Karen Taylor Fine Art

Agent, Advisor and Dealer in British Art

Peter de Wint (British, 1784–1849)

View in Cumberland

Peter De Wint

This atmospheric panorama with a remarkably extensive uninterrupted vista dates from the 1830s and is a companion to A View of the Cumberland Hills from Patterdale , in the collection of the Whitworth Art Gallery, Manchester (D1924.63). Both watercolours are painted with wet, broad washes in the same palette on two sketchbook pages joined together, in the narrow panoramic format favoured by the artist, and are identical in size. They were presumably done on the spot. It seems highly probable that this watercolour is also of the fell region between Keswick and Penrith. De Wint is thought to have drawn these when visiting from the homes of his patrons the Howards of Leben or the Lonsdales of Lowther, with both of whom he stayed.

The Gentleman’s Magazine obituary of the artist stated, His visits to the lakes of Westmerland [sic] and Cumberland produced many valuable sketches and drawings of picturesque scenery of a higher character; and his characteristic diligence in studying nature under all circumstances was never relaxed. 1

1. September 1849, p. 322, quoted in John Lord, ed., ‘Peter de Wint 1784–1849’, exhibition catalogue, Usher Art Gallery, Lincoln, 2007, p. 145.

SOLD

Inscribed verso: View in Cumberland F de Wint, watercolour, on two sheets, joined

15.2 x 64.7 cm; 6 x 25½ inches

Provenance: Lady Lyons, her sale at Christie’s, London, 24 October 1960, lot 42;
With Spink & Son Ltd, London, K3 1910;
H. A. Molins, his sale at Sotheby’s, London, 22 November 2007, lot 143;
With WS Fine Art, London, 2008;
The Flannery collection, UK, and by descent until 2018.

Exhibited: WS Fine Art, summer 2008, no. 34.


EXERCISE OBJECTIVE
Your answer should be the complete set of entries, transcribed exactly.

EXTRACTED MATERIAL
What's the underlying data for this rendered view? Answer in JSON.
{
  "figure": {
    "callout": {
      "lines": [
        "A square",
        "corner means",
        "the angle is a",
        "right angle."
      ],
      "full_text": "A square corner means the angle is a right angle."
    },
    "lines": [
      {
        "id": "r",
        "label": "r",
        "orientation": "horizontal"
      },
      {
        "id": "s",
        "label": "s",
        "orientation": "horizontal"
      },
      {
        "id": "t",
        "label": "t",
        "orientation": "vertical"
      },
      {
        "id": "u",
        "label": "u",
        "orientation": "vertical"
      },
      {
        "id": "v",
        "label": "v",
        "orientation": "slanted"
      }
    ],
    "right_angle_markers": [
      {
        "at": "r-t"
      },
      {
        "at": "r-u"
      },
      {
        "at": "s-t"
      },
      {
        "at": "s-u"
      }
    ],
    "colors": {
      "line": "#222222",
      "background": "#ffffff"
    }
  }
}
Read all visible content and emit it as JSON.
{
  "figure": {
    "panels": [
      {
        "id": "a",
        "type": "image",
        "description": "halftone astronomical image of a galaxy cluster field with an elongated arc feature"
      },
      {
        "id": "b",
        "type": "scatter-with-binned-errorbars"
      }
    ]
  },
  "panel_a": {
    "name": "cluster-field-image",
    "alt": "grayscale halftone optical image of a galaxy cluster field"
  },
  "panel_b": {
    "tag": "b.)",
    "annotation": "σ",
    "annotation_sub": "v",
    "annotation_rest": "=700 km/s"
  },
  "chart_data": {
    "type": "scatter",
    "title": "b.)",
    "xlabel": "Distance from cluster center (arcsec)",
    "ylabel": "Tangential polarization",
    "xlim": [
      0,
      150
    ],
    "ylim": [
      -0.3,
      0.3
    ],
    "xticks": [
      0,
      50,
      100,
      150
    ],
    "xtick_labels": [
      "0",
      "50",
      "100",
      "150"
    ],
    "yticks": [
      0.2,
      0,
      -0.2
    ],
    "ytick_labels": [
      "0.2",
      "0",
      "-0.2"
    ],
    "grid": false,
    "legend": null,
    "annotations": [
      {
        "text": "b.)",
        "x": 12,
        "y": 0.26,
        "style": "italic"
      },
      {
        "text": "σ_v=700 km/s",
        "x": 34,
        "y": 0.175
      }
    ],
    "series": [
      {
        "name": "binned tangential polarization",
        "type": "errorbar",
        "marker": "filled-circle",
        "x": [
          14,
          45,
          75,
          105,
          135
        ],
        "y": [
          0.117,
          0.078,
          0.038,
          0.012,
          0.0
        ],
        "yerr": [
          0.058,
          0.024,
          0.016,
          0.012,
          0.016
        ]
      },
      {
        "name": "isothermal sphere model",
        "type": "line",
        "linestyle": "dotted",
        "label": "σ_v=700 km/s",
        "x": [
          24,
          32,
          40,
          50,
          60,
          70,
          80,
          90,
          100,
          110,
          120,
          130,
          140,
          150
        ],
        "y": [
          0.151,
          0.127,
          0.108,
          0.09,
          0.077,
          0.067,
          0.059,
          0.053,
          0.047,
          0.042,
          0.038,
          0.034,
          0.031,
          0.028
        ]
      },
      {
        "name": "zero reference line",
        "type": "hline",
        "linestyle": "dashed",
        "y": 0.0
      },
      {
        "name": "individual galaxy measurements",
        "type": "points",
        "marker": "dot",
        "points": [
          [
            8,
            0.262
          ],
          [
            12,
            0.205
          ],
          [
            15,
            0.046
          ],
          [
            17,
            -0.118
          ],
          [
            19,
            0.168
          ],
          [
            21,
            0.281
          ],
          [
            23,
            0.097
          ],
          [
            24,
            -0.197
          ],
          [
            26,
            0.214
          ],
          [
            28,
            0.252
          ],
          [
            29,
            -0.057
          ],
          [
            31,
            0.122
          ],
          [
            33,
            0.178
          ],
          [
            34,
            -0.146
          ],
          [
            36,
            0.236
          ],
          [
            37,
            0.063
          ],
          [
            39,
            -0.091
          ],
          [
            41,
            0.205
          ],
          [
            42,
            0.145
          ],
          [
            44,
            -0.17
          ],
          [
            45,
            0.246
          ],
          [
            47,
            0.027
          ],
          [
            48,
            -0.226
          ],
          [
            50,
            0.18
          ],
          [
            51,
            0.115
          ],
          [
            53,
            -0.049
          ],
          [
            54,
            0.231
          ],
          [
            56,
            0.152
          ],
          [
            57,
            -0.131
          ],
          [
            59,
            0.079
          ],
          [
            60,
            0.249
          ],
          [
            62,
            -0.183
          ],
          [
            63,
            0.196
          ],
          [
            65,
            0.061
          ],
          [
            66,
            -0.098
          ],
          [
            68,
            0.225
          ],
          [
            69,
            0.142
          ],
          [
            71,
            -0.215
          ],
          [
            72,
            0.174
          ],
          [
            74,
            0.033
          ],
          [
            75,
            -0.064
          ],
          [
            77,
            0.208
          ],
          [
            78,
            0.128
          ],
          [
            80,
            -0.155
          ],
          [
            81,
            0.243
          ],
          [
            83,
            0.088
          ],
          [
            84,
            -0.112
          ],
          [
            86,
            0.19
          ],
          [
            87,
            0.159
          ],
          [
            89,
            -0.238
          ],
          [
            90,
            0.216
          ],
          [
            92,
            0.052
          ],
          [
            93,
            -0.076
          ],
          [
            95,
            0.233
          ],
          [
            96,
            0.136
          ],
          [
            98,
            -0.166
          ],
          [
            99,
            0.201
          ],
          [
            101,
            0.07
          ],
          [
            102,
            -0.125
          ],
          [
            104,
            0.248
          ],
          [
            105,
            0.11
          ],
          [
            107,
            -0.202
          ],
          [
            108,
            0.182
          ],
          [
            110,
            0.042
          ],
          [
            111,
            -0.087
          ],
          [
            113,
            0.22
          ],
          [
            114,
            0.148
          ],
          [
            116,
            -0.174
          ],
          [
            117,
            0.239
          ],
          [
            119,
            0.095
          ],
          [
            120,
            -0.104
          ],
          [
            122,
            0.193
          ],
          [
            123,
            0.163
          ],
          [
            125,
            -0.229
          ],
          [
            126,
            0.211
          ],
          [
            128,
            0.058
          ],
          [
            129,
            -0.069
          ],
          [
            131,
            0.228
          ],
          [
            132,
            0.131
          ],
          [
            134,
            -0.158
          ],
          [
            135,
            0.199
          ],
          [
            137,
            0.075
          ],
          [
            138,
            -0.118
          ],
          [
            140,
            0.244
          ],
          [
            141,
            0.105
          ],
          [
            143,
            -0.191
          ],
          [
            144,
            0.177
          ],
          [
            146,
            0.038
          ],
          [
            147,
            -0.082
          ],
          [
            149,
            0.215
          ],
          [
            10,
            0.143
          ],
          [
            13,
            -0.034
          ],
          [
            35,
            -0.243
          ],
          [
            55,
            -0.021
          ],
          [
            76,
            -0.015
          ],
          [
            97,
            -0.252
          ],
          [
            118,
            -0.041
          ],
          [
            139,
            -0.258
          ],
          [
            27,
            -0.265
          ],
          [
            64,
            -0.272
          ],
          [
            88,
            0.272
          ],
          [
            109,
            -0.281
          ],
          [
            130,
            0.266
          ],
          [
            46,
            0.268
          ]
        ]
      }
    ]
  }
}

ANSWER TO THE EXERCISE
What's the underlying data for this rendered view? Answer in JSON.
{
  "figure": {
    "callout": {
      "lines": [
        "A square",
        "corner means",
        "the angle is a",
        "right angle."
      ],
      "full_text": "A square corner means the angle is a right angle."
    },
    "lines": [
      {
        "id": "r",
        "label": "r",
        "orientation": "horizontal"
      },
      {
        "id": "s",
        "label": "s",
        "orientation": "horizontal"
      },
      {
        "id": "t",
        "label": "t",
        "orientation": "vertical"
      },
      {
        "id": "u",
        "label": "u",
        "orientation": "vertical"
      },
      {
        "id": "v",
        "label": "v",
        "orientation": "slanted"
      }
    ],
    "right_angle_markers": [
      {
        "at": "r-t"
      },
      {
        "at": "r-u"
      },
      {
        "at": "s-t"
      },
      {
        "at": "s-u"
      }
    ],
    "colors": {
      "line": "#222222",
      "background": "#ffffff"
    }
  }
}
Read all visible content and emit it as JSON.
{
  "figure": {
    "panels": [
      {
        "id": "a",
        "type": "image",
        "description": "halftone astronomical image of a galaxy cluster field with an elongated arc feature"
      },
      {
        "id": "b",
        "type": "scatter-with-binned-errorbars"
      }
    ]
  },
  "panel_a": {
    "name": "cluster-field-image",
    "alt": "grayscale halftone optical image of a galaxy cluster field"
  },
  "panel_b": {
    "tag": "b.)",
    "annotation": "σ",
    "annotation_sub": "v",
    "annotation_rest": "=700 km/s"
  },
  "chart_data": {
    "type": "scatter",
    "title": "b.)",
    "xlabel": "Distance from cluster center (arcsec)",
    "ylabel": "Tangential polarization",
    "xlim": [
      0,
      150
    ],
    "ylim": [
      -0.3,
      0.3
    ],
    "xticks": [
      0,
      50,
      100,
      150
    ],
    "xtick_labels": [
      "0",
      "50",
      "100",
      "150"
    ],
    "yticks": [
      0.2,
      0,
      -0.2
    ],
    "ytick_labels": [
      "0.2",
      "0",
      "-0.2"
    ],
    "grid": false,
    "legend": null,
    "annotations": [
      {
        "text": "b.)",
        "x": 12,
        "y": 0.26,
        "style": "italic"
      },
      {
        "text": "σ_v=700 km/s",
        "x": 34,
        "y": 0.175
      }
    ],
    "series": [
      {
        "name": "binned tangential polarization",
        "type": "errorbar",
        "marker": "filled-circle",
        "x": [
          14,
          45,
          75,
          105,
          135
        ],
        "y": [
          0.117,
          0.078,
          0.038,
          0.012,
          0.0
        ],
        "yerr": [
          0.058,
          0.024,
          0.016,
          0.012,
          0.016
        ]
      },
      {
        "name": "isothermal sphere model",
        "type": "line",
        "linestyle": "dotted",
        "label": "σ_v=700 km/s",
        "x": [
          24,
          32,
          40,
          50,
          60,
          70,
          80,
          90,
          100,
          110,
          120,
          130,
          140,
          150
        ],
        "y": [
          0.151,
          0.127,
          0.108,
          0.09,
          0.077,
          0.067,
          0.059,
          0.053,
          0.047,
          0.042,
          0.038,
          0.034,
          0.031,
          0.028
        ]
      },
      {
        "name": "zero reference line",
        "type": "hline",
        "linestyle": "dashed",
        "y": 0.0
      },
      {
        "name": "individual galaxy measurements",
        "type": "points",
        "marker": "dot",
        "points": [
          [
            8,
            0.262
          ],
          [
            12,
            0.205
          ],
          [
            15,
            0.046
          ],
          [
            17,
            -0.118
          ],
          [
            19,
            0.168
          ],
          [
            21,
            0.281
          ],
          [
            23,
            0.097
          ],
          [
            24,
            -0.197
          ],
          [
            26,
            0.214
          ],
          [
            28,
            0.252
          ],
          [
            29,
            -0.057
          ],
          [
            31,
            0.122
          ],
          [
            33,
            0.178
          ],
          [
            34,
            -0.146
          ],
          [
            36,
            0.236
          ],
          [
            37,
            0.063
          ],
          [
            39,
            -0.091
          ],
          [
            41,
            0.205
          ],
          [
            42,
            0.145
          ],
          [
            44,
            -0.17
          ],
          [
            45,
            0.246
          ],
          [
            47,
            0.027
          ],
          [
            48,
            -0.226
          ],
          [
            50,
            0.18
          ],
          [
            51,
            0.115
          ],
          [
            53,
            -0.049
          ],
          [
            54,
            0.231
          ],
          [
            56,
            0.152
          ],
          [
            57,
            -0.131
          ],
          [
            59,
            0.079
          ],
          [
            60,
            0.249
          ],
          [
            62,
            -0.183
          ],
          [
            63,
            0.196
          ],
          [
            65,
            0.061
          ],
          [
            66,
            -0.098
          ],
          [
            68,
            0.225
          ],
          [
            69,
            0.142
          ],
          [
            71,
            -0.215
          ],
          [
            72,
            0.174
          ],
          [
            74,
            0.033
          ],
          [
            75,
            -0.064
          ],
          [
            77,
            0.208
          ],
          [
            78,
            0.128
          ],
          [
            80,
            -0.155
          ],
          [
            81,
            0.243
          ],
          [
            83,
            0.088
          ],
          [
            84,
            -0.112
          ],
          [
            86,
            0.19
          ],
          [
            87,
            0.159
          ],
          [
            89,
            -0.238
          ],
          [
            90,
            0.216
          ],
          [
            92,
            0.052
          ],
          [
            93,
            -0.076
          ],
          [
            95,
            0.233
          ],
          [
            96,
            0.136
          ],
          [
            98,
            -0.166
          ],
          [
            99,
            0.201
          ],
          [
            101,
            0.07
          ],
          [
            102,
            -0.125
          ],
          [
            104,
            0.248
          ],
          [
            105,
            0.11
          ],
          [
            107,
            -0.202
          ],
          [
            108,
            0.182
          ],
          [
            110,
            0.042
          ],
          [
            111,
            -0.087
          ],
          [
            113,
            0.22
          ],
          [
            114,
            0.148
          ],
          [
            116,
            -0.174
          ],
          [
            117,
            0.239
          ],
          [
            119,
            0.095
          ],
          [
            120,
            -0.104
          ],
          [
            122,
            0.193
          ],
          [
            123,
            0.163
          ],
          [
            125,
            -0.229
          ],
          [
            126,
            0.211
          ],
          [
            128,
            0.058
          ],
          [
            129,
            -0.069
          ],
          [
            131,
            0.228
          ],
          [
            132,
            0.131
          ],
          [
            134,
            -0.158
          ],
          [
            135,
            0.199
          ],
          [
            137,
            0.075
          ],
          [
            138,
            -0.118
          ],
          [
            140,
            0.244
          ],
          [
            141,
            0.105
          ],
          [
            143,
            -0.191
          ],
          [
            144,
            0.177
          ],
          [
            146,
            0.038
          ],
          [
            147,
            -0.082
          ],
          [
            149,
            0.215
          ],
          [
            10,
            0.143
          ],
          [
            13,
            -0.034
          ],
          [
            35,
            -0.243
          ],
          [
            55,
            -0.021
          ],
          [
            76,
            -0.015
          ],
          [
            97,
            -0.252
          ],
          [
            118,
            -0.041
          ],
          [
            139,
            -0.258
          ],
          [
            27,
            -0.265
          ],
          [
            64,
            -0.272
          ],
          [
            88,
            0.272
          ],
          [
            109,
            -0.281
          ],
          [
            130,
            0.266
          ],
          [
            46,
            0.268
          ]
        ]
      }
    ]
  }
}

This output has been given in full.